Nick Riotfag's “Towards a Less Fucked Up World” had some pretty strong relevance for me. Another one of the main reasons that I decided to give up drinking in the first place, was because I needed to really feel the things I was going through. Because attempted escape through a bottle doesn't get you anywhere. When you don't allow yourself to feel that pain, you don't allow yourself to grow. “I believe that our tasks as activists or people who feel a call to change this culture is first and foremost to be open to that deep pain, to feel it and mourn it and hate it, so that it lights fires in our chests that burn for our participation in revolutionary struggle”
And again, the reliance on consumer capitalism to get through the day, or to be able to have social interactions. “Beyond boring conversation, dependence on alcohol limits our social lives in other ways. In bar culture, public interaction is limited to contexts where we have to buy something in order to spend time with other people. It makes us less well equipped to enjoy one another's company in ordinary mindsets or without corporate intervention. We bond over buying, consuming, numbing, and things rather than creating, experiencing, feeling, and personalities.

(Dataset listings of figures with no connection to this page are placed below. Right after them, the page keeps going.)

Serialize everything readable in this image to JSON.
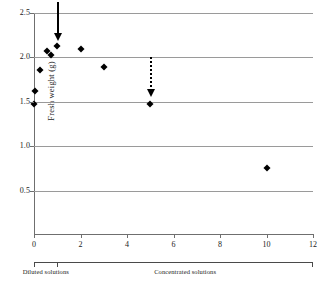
{
  "chart_data": {
    "type": "scatter",
    "title": "",
    "xlabel": "",
    "ylabel": "Fresh weight (g)",
    "xlim": [
      0,
      12
    ],
    "ylim": [
      0,
      2.5
    ],
    "grid": true,
    "legend": "none",
    "x_ticks": [
      "0",
      "2",
      "4",
      "6",
      "8",
      "10",
      "12"
    ],
    "x_tick_values": [
      0,
      2,
      4,
      6,
      8,
      10,
      12
    ],
    "y_ticks": [
      "0.5",
      "1.0",
      "1.5",
      "2.0",
      "2.5"
    ],
    "y_tick_values": [
      0.5,
      1.0,
      1.5,
      2.0,
      2.5
    ],
    "series": [
      {
        "name": "Fresh weight",
        "marker": "diamond",
        "color": "#000000",
        "points": [
          {
            "x": 0.0,
            "y": 1.48
          },
          {
            "x": 0.05,
            "y": 1.62
          },
          {
            "x": 0.25,
            "y": 1.86
          },
          {
            "x": 0.55,
            "y": 2.07
          },
          {
            "x": 0.75,
            "y": 2.03
          },
          {
            "x": 1.0,
            "y": 2.13
          },
          {
            "x": 2.0,
            "y": 2.1
          },
          {
            "x": 3.0,
            "y": 1.89
          },
          {
            "x": 5.0,
            "y": 1.47
          },
          {
            "x": 10.0,
            "y": 0.75
          }
        ]
      }
    ],
    "annotations": [
      {
        "name": "solid-arrow",
        "style": "solid",
        "x": 1.0,
        "y_top": 2.62,
        "y_tip": 2.2
      },
      {
        "name": "dotted-arrow",
        "style": "dotted",
        "x": 5.0,
        "y_top": 2.0,
        "y_tip": 1.56
      }
    ],
    "category_axis": {
      "groups": [
        {
          "label": "Diluted solutions",
          "x_start": 0,
          "x_end": 1
        },
        {
          "label": "Concentrated solutions",
          "x_start": 1,
          "x_end": 12
        }
      ]
    }
  }
}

Instead of challenging it, we accept the proposition that we need consumer capitalism to be able to “loosen up,” have a good time, and get past the hang-ups and self-restraint that constrain our lives.”

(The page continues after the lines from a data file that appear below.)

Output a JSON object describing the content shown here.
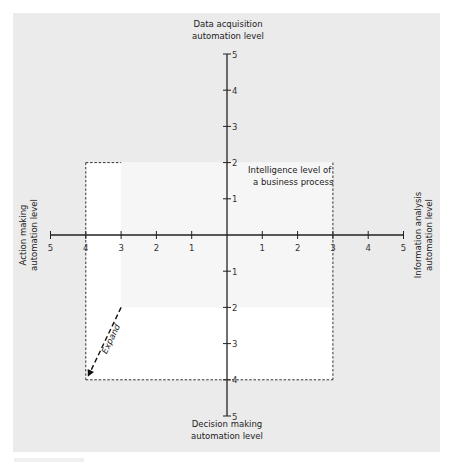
{
  "diagram": {
    "title": "Intelligence level of a business process",
    "title_lines": [
      "Intelligence level of",
      "a business process"
    ],
    "axes": {
      "top": {
        "label_lines": [
          "Data acquisition",
          "automation level"
        ],
        "max": 5
      },
      "right": {
        "label_lines": [
          "Information analysis",
          "automation level"
        ],
        "max": 5
      },
      "bottom": {
        "label_lines": [
          "Decision making",
          "automation level"
        ],
        "max": 5
      },
      "left": {
        "label_lines": [
          "Action making",
          "automation level"
        ],
        "max": 5
      }
    },
    "ticks": [
      "1",
      "2",
      "3",
      "4",
      "5"
    ],
    "original_area": {
      "top": 2,
      "right": 3,
      "bottom": 2,
      "left": 3
    },
    "expanded_area": {
      "top": 2,
      "right": 3,
      "bottom": 4,
      "left": 4
    },
    "arrow": {
      "label": "Expand",
      "from": {
        "x": -3,
        "y": -2
      },
      "to": {
        "x": -4,
        "y": -4
      }
    },
    "colors": {
      "panel_bg": "#ebebeb",
      "area_fill": "#ffffff",
      "original_area_fill": "#f6f6f6",
      "axis": "#222222",
      "dash": "#333333"
    }
  }
}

Or we could focus on the plain disgusting selfishness that's tied to these habits.
“Tobacco is at the heart of the horrifically pathological global system of capitalist agriculture that prioritize the right of the First World people to poison themselves over the right of the Third World people to eat.”
But lastly, the final way that Nick Riotfag got to me was by bringing my deep love for Peter Pan into the mix. I identify as a “Lost Boy” and the meaning behind that goes very deep into my heart, and I don't know how I never put together the beliefs behind Peter Pan's magical Neverland and the idea of youth empowerment and liberation. Who would have thought that I could tie my unexplainable love for Peter Pan and the world of Neverland with my political reasonings for being radically sober. So I'll end with this absolutely perfect quote:
“Maybe I don't want the privilege that comes with adulthood to destroy my body legally. Maybe I don't buy the argument that only adults – being naturally superior to kids, according to adult chauvinist logic – are responsible enough to handle getting fucked up. I think the impressive thing is being strong enough to survive without getting fucked up – if becoming an adult means accepting the need to numb myself into accepting the status quo, then fuck it, I'm following Peter Pan and never growing up.”